By Dom Romeo

Chris Lewis knows a lot about Jerry Lewis: in addition to once being the now 90-year-old comedy legend’s road manager, stage manager, lighting director, sound director, and business partner, Chris also happens to be Jerry’s son. And as director of Jerry Lewis Comedy Classics, Chris oversaw the campaign that saw all of Jerry Lewis’s thirty-four Paramount films issued on DVD. FilmInk chatted to Chris Lewis in 2005 upon the release of the initial batch of seven titles from the collection, which he called either Jerry’s “most popular films” or “ones that were in the best condition that we could easily remaster to high definition” or “ones that we had the most value-added material in our own personal archives.” Amongst them was the 1963 masterpiece The Nutty Professor (which screens at The Melbourne International Film Festival) whose additional commentary, documentaries and outtakes show “just how far my dad would let it go on the set before he called ‘cut!’”

The Nutty Professor
The Nutty Professor

Also released in 2005 was 1957’s The Delicate Delinquent, a Rebel Without A Cause spoof whose comic bits are mostly set pieces that haven’t dated so well.
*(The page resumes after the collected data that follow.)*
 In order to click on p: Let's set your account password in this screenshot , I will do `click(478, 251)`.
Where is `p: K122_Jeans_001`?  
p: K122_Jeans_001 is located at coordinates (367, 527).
Lewis produces as well as stars, and even though it may be the weakest of his solo comedies, it is in fact his first; as sad as it is to realise that the other lead role was intended for Dean Martin (with whom Jerry Lewis had famously joined with for a longtime comedy double act both on screen and on stage), who had only just severed the partnership, it at least proved that Jerry was still a box office draw on his own. “My dad had ideas of becoming the type of total filmmaker that Chaplin was,” says Chris. “He wanted to write, produce, direct, and really control things. That would have required a lot more work on Dean’s part. Dean wanted to play golf. He wanted to sing, and to record his albums. As my dad said, ‘If the tables had been turned, I would not have put up with what Dean put up with for ten years.’”
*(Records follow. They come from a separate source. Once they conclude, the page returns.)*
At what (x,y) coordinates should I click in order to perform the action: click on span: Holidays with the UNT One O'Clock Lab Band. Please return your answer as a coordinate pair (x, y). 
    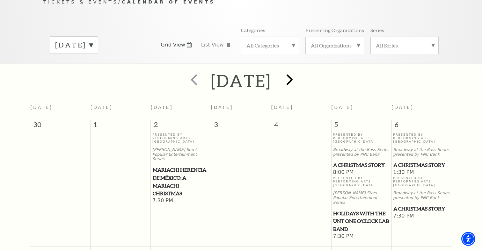
    Looking at the image, I should click on (361, 222).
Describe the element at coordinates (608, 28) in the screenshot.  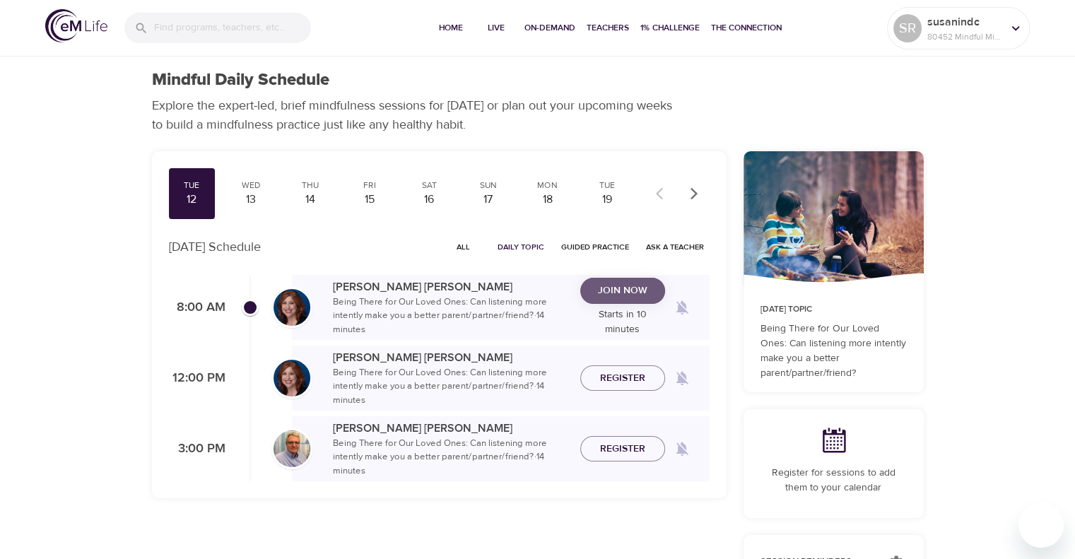
I see `span: Teachers` at that location.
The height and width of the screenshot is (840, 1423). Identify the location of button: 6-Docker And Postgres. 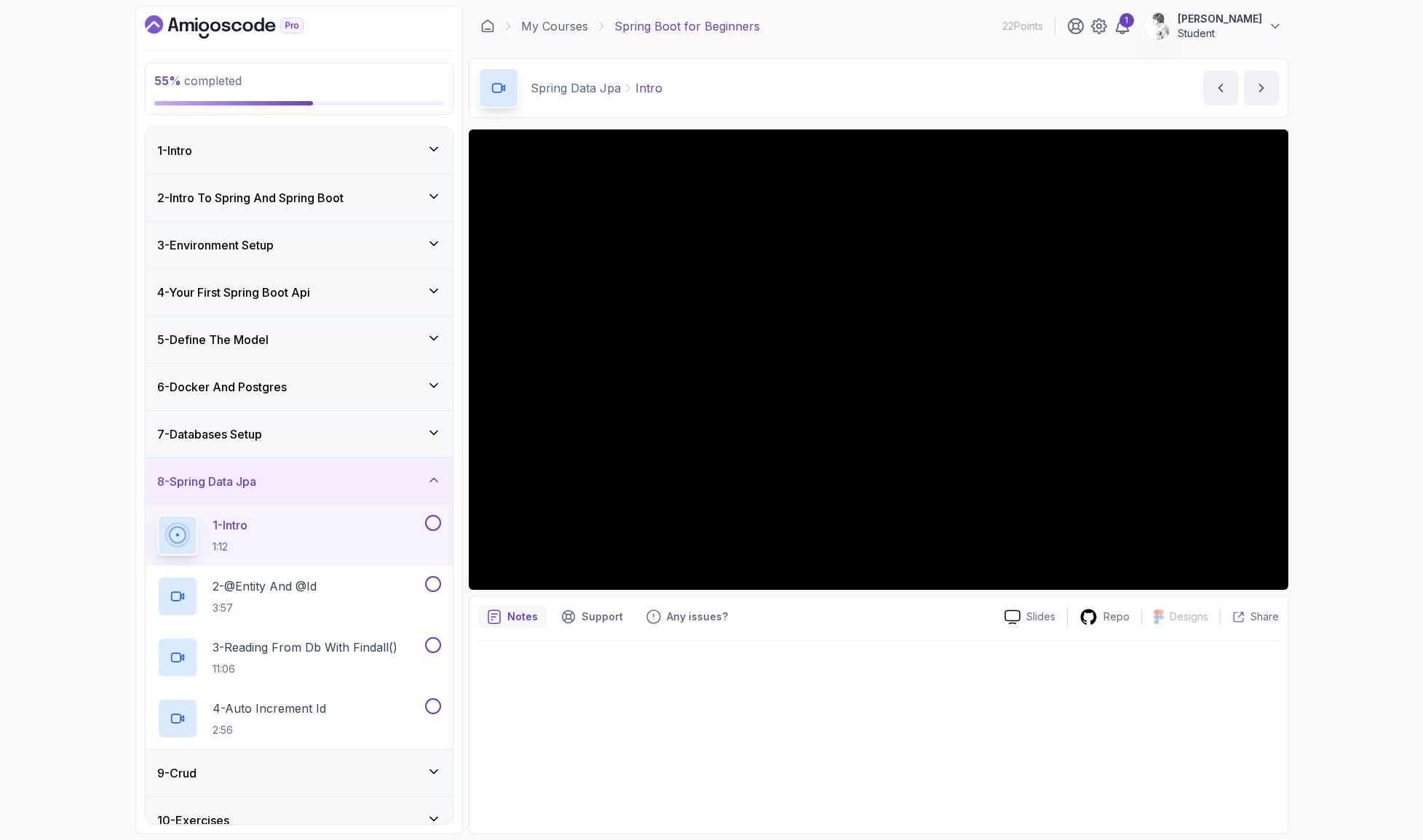
(299, 387).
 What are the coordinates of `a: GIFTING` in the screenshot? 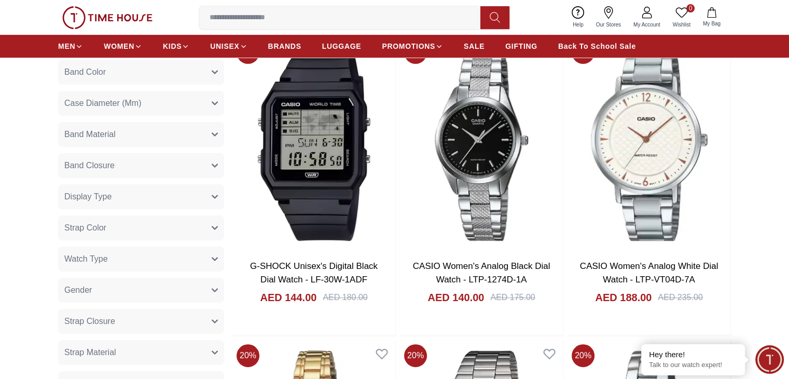 It's located at (521, 46).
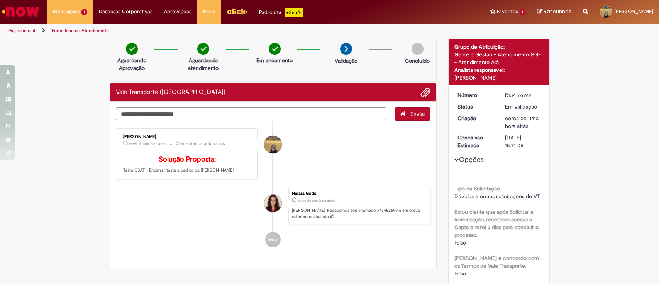 This screenshot has height=284, width=659. Describe the element at coordinates (417, 49) in the screenshot. I see `img: img-circle-grey.png` at that location.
The real eye-opener of the 2005 releases was 1960’s The Bellboy (also screening at MIFF), the first film that Jerry Lewis co-wrote, directed, produced and starred in. The film was completed within a month in order to be released in time for Christmas. In the DVD commentary, Jerry Lewis tells us that he took a walk through the Miami Beach Fontainebleau Hotel and devised a series of “blackout” gags for each situation that the people or the space suggested to him. In order to pull the entire thing off, Lewis invented the “video assist” system of monitoring; since videotape hadn’t been invented yet, he couldn’t watch the rushes at the end of each day. Instead, he arranged a multitude of television screens in his line of vision so that he could monitor his performance as he was giving it. This system is now industry standard for film and television. “Francis Ford Coppola was most taken by it,” Chris Lewis told FilmInk. “He was on the set in 1961, watching him use it on The Ladies’ Man [also screening at MIFF]. He told me personally.”

The Bellboy
The Bellboy

Despite the release of his films on DVD, one project to which Jerry won’t return is the one that drove him throughout the ‘70s and early ‘80s, a kind of precursor to Roberto Benigni’s Holocaust film, Life Is Beautiful. It’s called The Day The Clown Cried, and it features Lewis as a Jewish clown in a concentration camp who leads the children to the gas chamber. Chris says that his dad won’t discuss the project because “it affected him so emotionally; it was something that he had poured so much of his heart and his soul and himself and his money and – you name it – into.” Although all of the film was shot, the negative resides in three different locations around the world. The production fell apart as a result of a series of suits and counter suits that were filed when the film’s producer failed to pay the writers and just about everyone else involved in the production. “It just ended up being a huge litigation nightmare,” Chris says. “That’s really the entire story.”

And despite his decidedly advanced years, Jerry Lewis is not retired. He took the lead role in 2013’s Max Rose, and appears in the recent DVD release, The Trust, playing Nicolas Cage’s father. “He gets offered roles all the time,” Chris told FilmInk in 2005, “but he won’t take something unless he believes in the director or if he believes in the project.”

The Jerry Lewis: The Total Filmmaker sidebar – which features twelve of the comic legend’s directorial efforts – screens at The Melbourne International Film Festival. For all film titles, venues, and tickets, head to the official website.